By Christina Pazzanese, Globe Correspondent

http://www.boston.com/business/technology/articles/2004/02/08/students_watch_web_to_do_their_laundry/

While that secular purgatory known as the communal laundry room is a fact of life for many dorm and apartment dwellers, some relief may be on the way. Students at Franklin W. Olin College of Engineering in Needham are trying out a new way to do laundry that uses the Internet to speed up the process.

Mac-Gray, a Cambridge company that installs and services laundry facilities in 400 colleges and universities nationwide, has recently begun testing a Web-based service at Olin and Worcester Polytechnic Institute. LaundryView is a Web browser that allows users to go online to check all laundry rooms on campus and see which washers and dryers are open, occupied, or broken; how long until a machine completes a cycle; and how many others are waiting.

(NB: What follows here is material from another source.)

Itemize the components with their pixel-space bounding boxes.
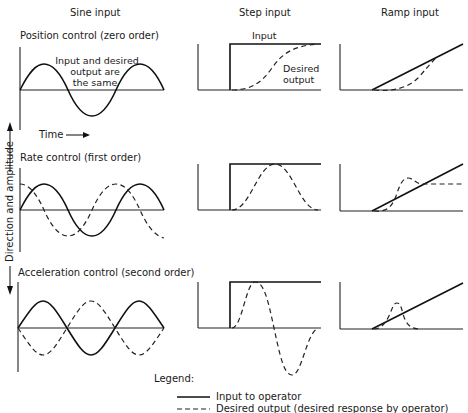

Users can arrange for an e-mail to alert them when it’s time to put clothes into the dryer or rescue their wardrobe and fold it. Anyone with a computer, personal digital assistant, or Web-enabled cell phone can access the service.

Ordinary-looking commercial washers and dryers are wired to a box in each laundry room that tracks their usage and operational status. The company’s server then contacts each box and posts the data on the Web browser, with information updated every minute.

"The thing that makes this work is broadband connections. With schools, that’s a no-brainer," said Robert Tuttle, vice president of field technology at Mac-Gray. Tuttle hopes the program will prompt students to do their laundry more often and reduce the time it takes for broken machines to be put back in service.

If successful, the company hopes to roll out LaundryView to the 100 colleges and universities it now services in Greater Boston, as well as to some luxury condominium and apartment buildings.

Prompted by student dissatisfaction with the old system of writing names on a signup board, Olin officials agreed to try the service. For the school, LaundryView is a chance to offer students a "how-did-we-live-without-this" amenity at no cost, because Mac-Gray buys and maintains the equipment, including the browser. All the school does is keep the laundry room clean and collect a share of the revenue.

"The big convenience is, everyone’s time is precious," said Scott Slaboden, Olin’s assistant director of campus services. "Classes end and start at the same time, so this allows people to maximize their time." The school, now in its second year of existence, has 150 students living in one residence hall. A second dorm will open next year.

Because the entire Olin campus is wired as an ethernet network and students are required to have laptops, Slaboden said the school is a perfect fit for LaundryView.

"We try to stay on the cutting edge in all products," said Slaboden, who added that the school regularly asks vendors to use students as beta testers.

With the experiment a couple of weeks old, LaundyView is making the grade with the future engineers at Olin.

"LaundryView is nice because not only can you easily check the laundry rooms on all four floors, but you can also see how many people are waiting to be notified about available washers and dryers," said student Sarah Oliver via e-mail.

"I personally like [it]," said Frances Haugen, now in her second year. "It might be a little gimmicky, but I often forget when I put my laundry in and come back three hours later and my stuff is on the floor."

Haugen said she and her friends often leave a small window open on their computer desktops while studying to keep an eye on wash and dry cycles. Others get alerts text-messaged to their cellphones. "It has the potential to be useful, but right now it’s the cool factor."

"It’s easy to use, intuitive," said Jeffrey Satwicz, a sophomore.

As the school works to install electronic card readers to accept student "smart cards," now used to pay for meals in the campus dining hall, it is also looking into Mac-Gray’s electronically controlled laundry detergent dispensers. For now, though, students still have to raid vending machines to collect the 10 quarters to do a single load and lug that box of soap.

"We’re engineers, so we like pragmatic solutions," said Haugen. "College students don’t do laundry, so anything that makes the process easier is good."